Use gamer skills to help your career
No matter what industry you're in, the strats you hone playing video games can help you get ahead.
Maxfield Lierow spent a lot of time playing video games as a kid.
“I remember my friend and I tried to beat Star Fox Adventures—we’d spend our weekends and hours after school on the same thing,” he says. “That taught us both patience. The reward of waiting and trying, and continuing to try.”
Today, Lierow uses many of the strategies and principles he learned from games in his professional life as a trading specialist at a media buying company. (The game Returnal, for example, taught him the value of cutting your losses and starting over when it comes to implementing a campaign strategy.)
He’s far from alone — here’s how gaming strategies can help you at work.
Becoming a team player
Lierow is a fan of Rocket League, a game in which you essentially play soccer as a radio control car. Like IRL soccer, most players gravitate to the sexy work of scoring goals. But instead of chasing down the ball, Lierow began hanging back to tend goal. While it wasn’t initially his first choice—scoring goals is more fun—he realized he had a knack for defense.

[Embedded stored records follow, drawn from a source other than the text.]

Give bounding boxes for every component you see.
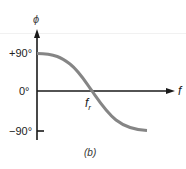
ytick-minus90: −90°: [9, 126, 32, 137]
y-axis-label: ϕ: [33, 14, 39, 25]
figure-caption: (b): [84, 148, 96, 158]
phase-curve: [37, 54, 147, 131]
x-axis-arrow-icon: [166, 88, 175, 94]
ytick-plus90: +90°: [9, 48, 32, 59]
fr-sub: r: [88, 103, 91, 112]
resonant-frequency-label: fr: [85, 97, 91, 112]
ytick-zero: 0°: [19, 86, 30, 97]
y-axis-arrow-icon: [34, 29, 40, 38]
x-axis-label: f: [178, 85, 181, 97]
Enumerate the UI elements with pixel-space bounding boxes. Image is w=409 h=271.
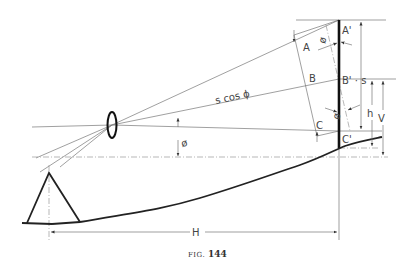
label-c: C [316,120,323,131]
phi-bottom-arrow-right [348,105,360,110]
label-v: V [378,113,385,124]
phi-bottom-arrow-left [325,108,337,112]
label-c-prime: C' [342,134,352,145]
ray-extension-2 [40,125,112,172]
phi-top-arrow-right [341,42,352,45]
ground-profile [80,137,382,222]
perpendicular-top-tick [294,20,339,35]
label-b: B [309,73,316,84]
sight-ray-top [112,20,339,125]
instrument-tripod [27,173,80,223]
tripod-base-right [52,222,80,224]
sight-ray-bottom [112,125,339,131]
ray-extension-3 [60,125,112,167]
figure-caption-number: 144 [208,249,227,259]
label-phi-top: ø [316,36,328,45]
label-phi-bottom: ø [330,112,342,121]
label-s-cos-phi: s cos ϕ [214,88,251,106]
tripod-base [22,223,52,224]
figure-caption-prefix: FIG. [188,251,205,259]
label-a-prime: A' [342,25,352,36]
label-h: h [367,108,373,119]
phi-top-arrow-left [318,43,337,50]
label-phi-center: ø [180,137,188,149]
stadia-diagram: A B C A' B' · s C' s cos ϕ ø ø ø h V H F… [0,0,409,271]
ray-extension-1 [36,125,112,158]
perpendicular-bottom-tick [317,131,339,136]
label-b-prime-s: B' · s [342,75,366,86]
horizontal-axis-left [32,125,112,127]
label-horizontal-distance: H [192,227,200,238]
label-a: A [303,42,310,53]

There’s an easy analogy to be made here to the working world, which often demands we perform tasks or develop skill sets we wouldn’t have necessarily chosen for ourselves but are important to the overall team’s performance. This is particularly true for entry-level roles: Lierow’s first job in advertising involved handling billings. He hated billings and yet it was integral, both for the overall success of his department and his career. (Being proficient at a crucial task most people don’t want to deal with is a good way to secure a better job down the line.)

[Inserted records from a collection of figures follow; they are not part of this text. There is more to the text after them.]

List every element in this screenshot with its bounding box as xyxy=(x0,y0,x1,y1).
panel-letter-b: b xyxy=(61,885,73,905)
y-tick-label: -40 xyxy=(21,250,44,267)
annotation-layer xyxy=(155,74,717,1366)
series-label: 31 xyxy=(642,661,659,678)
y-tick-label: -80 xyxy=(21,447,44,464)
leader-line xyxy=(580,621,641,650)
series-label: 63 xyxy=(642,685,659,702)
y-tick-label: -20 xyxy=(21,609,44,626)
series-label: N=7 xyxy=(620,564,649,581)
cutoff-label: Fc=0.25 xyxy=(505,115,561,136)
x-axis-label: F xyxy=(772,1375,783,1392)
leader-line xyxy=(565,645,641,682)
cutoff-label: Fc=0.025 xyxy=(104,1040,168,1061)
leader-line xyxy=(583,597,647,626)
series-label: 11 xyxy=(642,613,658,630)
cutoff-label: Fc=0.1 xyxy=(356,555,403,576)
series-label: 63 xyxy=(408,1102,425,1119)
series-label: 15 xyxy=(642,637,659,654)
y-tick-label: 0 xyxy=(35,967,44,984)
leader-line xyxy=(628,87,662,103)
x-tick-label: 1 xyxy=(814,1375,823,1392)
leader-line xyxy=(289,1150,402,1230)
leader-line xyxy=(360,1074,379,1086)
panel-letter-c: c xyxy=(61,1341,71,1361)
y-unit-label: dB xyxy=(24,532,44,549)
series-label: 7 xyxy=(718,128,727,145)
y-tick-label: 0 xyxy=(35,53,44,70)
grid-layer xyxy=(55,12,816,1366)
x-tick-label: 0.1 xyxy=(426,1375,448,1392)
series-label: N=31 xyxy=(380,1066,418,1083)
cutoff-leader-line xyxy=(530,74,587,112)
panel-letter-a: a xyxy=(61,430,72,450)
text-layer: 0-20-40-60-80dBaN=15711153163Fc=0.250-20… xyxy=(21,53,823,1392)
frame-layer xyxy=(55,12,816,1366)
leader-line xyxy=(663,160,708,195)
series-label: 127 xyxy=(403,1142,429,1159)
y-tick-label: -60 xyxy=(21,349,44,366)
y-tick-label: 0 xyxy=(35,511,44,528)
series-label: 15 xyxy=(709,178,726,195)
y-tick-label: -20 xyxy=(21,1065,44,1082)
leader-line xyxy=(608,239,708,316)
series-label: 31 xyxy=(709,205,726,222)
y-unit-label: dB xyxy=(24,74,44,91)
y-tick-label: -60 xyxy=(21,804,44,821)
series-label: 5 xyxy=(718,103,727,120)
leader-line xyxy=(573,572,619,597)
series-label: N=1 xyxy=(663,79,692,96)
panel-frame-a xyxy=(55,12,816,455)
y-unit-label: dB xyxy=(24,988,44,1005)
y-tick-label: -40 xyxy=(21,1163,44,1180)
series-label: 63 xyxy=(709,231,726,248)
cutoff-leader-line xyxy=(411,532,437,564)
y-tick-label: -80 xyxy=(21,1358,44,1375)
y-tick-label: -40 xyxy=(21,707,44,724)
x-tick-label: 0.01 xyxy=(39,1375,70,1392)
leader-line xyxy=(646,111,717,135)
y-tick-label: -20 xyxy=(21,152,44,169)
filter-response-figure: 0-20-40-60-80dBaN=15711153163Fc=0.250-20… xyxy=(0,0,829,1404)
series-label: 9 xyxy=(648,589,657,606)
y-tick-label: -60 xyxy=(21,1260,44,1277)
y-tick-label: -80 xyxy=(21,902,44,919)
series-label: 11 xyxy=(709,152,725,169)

Developing new skills in a low-stakes environment
Raffael Boccamazzo, a clinical director at a mental health nonprofit, wasn’t diagnosed with autism and ADHD until he was in his mid-30s. As a kid, life was confusing, governed by rules he couldn't see much less master. “Video games became a place where I could feel a sense of empowerment,” he says. “I understood the frameworks of video games, even if I didn't understand the frameworks of social situations.”

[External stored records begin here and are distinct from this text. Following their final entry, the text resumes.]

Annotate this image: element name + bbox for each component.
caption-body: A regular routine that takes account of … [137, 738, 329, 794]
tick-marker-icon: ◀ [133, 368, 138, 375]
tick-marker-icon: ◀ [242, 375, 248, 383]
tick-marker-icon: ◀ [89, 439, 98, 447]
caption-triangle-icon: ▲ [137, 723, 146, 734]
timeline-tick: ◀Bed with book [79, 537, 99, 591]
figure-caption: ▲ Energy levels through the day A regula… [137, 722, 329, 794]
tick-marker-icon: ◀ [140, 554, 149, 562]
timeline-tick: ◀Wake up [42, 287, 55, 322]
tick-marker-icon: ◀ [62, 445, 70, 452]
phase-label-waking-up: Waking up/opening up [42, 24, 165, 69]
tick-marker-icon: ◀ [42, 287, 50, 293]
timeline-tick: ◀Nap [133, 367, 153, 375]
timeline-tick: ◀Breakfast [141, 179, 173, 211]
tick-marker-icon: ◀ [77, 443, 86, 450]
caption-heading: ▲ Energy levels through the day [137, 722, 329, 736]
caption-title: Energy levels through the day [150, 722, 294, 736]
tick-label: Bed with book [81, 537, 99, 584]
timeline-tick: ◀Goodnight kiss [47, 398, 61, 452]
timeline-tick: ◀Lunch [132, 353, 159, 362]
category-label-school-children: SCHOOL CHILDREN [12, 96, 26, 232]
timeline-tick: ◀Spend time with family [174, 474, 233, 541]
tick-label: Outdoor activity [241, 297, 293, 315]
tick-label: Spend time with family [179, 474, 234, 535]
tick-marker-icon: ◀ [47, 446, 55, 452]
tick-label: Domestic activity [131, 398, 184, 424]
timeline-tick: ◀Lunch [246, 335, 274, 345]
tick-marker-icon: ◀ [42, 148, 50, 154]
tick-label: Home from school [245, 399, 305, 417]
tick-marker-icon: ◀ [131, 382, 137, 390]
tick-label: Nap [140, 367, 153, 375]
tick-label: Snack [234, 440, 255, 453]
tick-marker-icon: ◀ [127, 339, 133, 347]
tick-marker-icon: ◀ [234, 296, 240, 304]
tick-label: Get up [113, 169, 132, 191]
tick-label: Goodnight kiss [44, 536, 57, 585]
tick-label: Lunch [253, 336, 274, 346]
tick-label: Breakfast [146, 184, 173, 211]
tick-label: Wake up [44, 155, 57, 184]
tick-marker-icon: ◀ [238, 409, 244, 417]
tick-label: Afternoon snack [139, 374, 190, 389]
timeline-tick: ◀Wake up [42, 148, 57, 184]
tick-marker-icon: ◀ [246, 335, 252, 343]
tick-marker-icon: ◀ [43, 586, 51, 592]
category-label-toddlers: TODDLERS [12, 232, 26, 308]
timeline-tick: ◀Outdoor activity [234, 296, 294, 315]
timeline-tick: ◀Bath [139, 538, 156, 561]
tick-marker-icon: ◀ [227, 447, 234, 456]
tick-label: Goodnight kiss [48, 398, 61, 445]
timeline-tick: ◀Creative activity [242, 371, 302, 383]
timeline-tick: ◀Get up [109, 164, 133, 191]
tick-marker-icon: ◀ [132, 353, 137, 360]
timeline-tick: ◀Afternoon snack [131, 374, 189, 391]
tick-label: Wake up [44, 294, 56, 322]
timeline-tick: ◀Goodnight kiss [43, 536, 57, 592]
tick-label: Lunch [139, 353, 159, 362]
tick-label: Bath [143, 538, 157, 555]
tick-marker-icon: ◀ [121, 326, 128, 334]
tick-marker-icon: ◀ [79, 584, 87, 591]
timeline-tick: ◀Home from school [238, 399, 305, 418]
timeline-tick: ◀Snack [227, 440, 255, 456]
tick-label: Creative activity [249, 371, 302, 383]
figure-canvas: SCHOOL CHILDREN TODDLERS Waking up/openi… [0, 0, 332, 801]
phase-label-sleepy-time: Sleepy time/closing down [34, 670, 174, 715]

A fan of tabletop role-playing games, Boccamazzo painstakingly created charismatic characters—a direct foil to his actual existence, in which “I was bullied to hell and back,” he says. After years of leading this double life, he was hit with a realization: The characters he’d created were not autonomous from his “real” self. If he could be socially engaging in a game, he might be able to replicate it offline, despite the messier dynamics. “It just became a matter of trying to figure out how to adapt those skills that I had in this environment to real life.”
At first, Boccamazzo approached the process like he was designing a game, navigating conversations as if they were story trees. But with practice, social interaction came more naturally—to the point many people at work can’t identify he struggles with non-verbal cues.
Practicing communication and emotional regulation
Most of psychologist Kelli Dunlap’s patients are gamers. Many find keeping a mood log “too fluffy, or they just don't have time,” she says. Asking them to notice the way they feel as they play certain games, however, is an easier lift.
For patients working on anger management or communication issues, Dunlap often recommends the mobile games Spaceteam and Keep Talking and Nobody Explodes. Both require players to compare intel in order to complete a shared mission. “There's this asynchronous information sharing,” Dunlap says. “Some people have answers. Some people have access, but nobody has both. And so it really requires this kind of teamwork and patience and understanding and clear communication.”
In a controlled environment with structured stakes, the repercussions of expressing uncomfortable emotions or dealing with the aftermath of ugly ones can feel more manageable.
“Games are one of those things that allow us to experience the full range of human emotions that maybe we typically avoid,” Dunlap says.